272 Erik R. Thomas, Norman J. Lass, and Jeannine Carpenter
1981, 1982; Jun and Foreman 1996), though this feature of African American
English is associated with speech acts that are not represented in the stimuli.
In addition, some studies (Loman 1975; Jun and Foreman 1996; Wolfram and
Thomas 2002) have reported that African Americans show constant alterna-
tions of pitch, or more intonational pitch accents, that European Americans
lack, and this feature might affect the standard deviation of F0. The degree
of breathiness, which the results of Thomas and Reaser (2004b) showed to
be an important cue, was measured using the Cepstral Peak Prominence
(CPP) method described in Hillenbrand, Cleveland, and Erickson (1994) and
Shrivastav and Sapienza (2003). Vowel quality was gauged in several steps.

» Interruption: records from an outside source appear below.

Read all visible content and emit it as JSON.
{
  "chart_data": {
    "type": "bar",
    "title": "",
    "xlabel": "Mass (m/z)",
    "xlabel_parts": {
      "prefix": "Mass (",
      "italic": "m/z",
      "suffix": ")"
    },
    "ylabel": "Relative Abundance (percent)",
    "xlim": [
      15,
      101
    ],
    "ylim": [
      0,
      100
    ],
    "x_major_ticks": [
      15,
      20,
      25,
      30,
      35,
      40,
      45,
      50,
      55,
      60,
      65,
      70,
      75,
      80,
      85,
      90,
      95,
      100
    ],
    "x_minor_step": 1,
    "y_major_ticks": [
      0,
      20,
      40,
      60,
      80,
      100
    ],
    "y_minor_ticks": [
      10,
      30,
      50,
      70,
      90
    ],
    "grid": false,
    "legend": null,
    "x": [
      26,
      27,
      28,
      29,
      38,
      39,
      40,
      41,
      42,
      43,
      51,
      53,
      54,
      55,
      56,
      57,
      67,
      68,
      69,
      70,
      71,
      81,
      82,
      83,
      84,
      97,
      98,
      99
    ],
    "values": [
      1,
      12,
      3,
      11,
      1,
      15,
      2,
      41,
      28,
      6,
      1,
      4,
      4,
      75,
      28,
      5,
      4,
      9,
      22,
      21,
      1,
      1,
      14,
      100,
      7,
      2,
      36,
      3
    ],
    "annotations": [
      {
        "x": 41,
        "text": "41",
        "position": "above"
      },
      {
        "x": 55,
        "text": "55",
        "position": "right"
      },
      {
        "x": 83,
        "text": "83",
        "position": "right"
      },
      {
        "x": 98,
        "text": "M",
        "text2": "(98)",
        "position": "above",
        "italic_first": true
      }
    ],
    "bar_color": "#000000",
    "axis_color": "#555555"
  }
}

First, measurements of the ¿ rst four formants were taken in the center of the
vowel for /æ/, 35 ms from the onset of the vowel for the nucleus of /o/, and 35
ms from the offset of the vowel for the glide of /o/. Then, formant values were
converted from Hz to Bark using the formula given in Traunmüller (1990).
Finally, the frontness of both the nucleus and glide of /o/ was indicated by
the value Z 4 -Z 2 (i.e., Bark-converted F4 minus Bark-converted F2), while
the height of /æ/ was indicated by the value Z 2 -Z 1. These Bark-difference
metrics serve to normalize vowel quality across speakers and are inspired
by Syrdal and Gopal (1986), though the Z 4 -Z 2 and Z 2 -Z 1 values yield more
consistent results than the metrics that Syrdal and Gopal proposed. Analysis
of jitter (local variation in F0) and shimmer (local variation in amplitude),
which Thomas and Reaser (2004b) found not to be correlated with ethnic
identi¿ cation, was omitted.
Multiple regression was applied to the stimuli, as shown in Table 12.3.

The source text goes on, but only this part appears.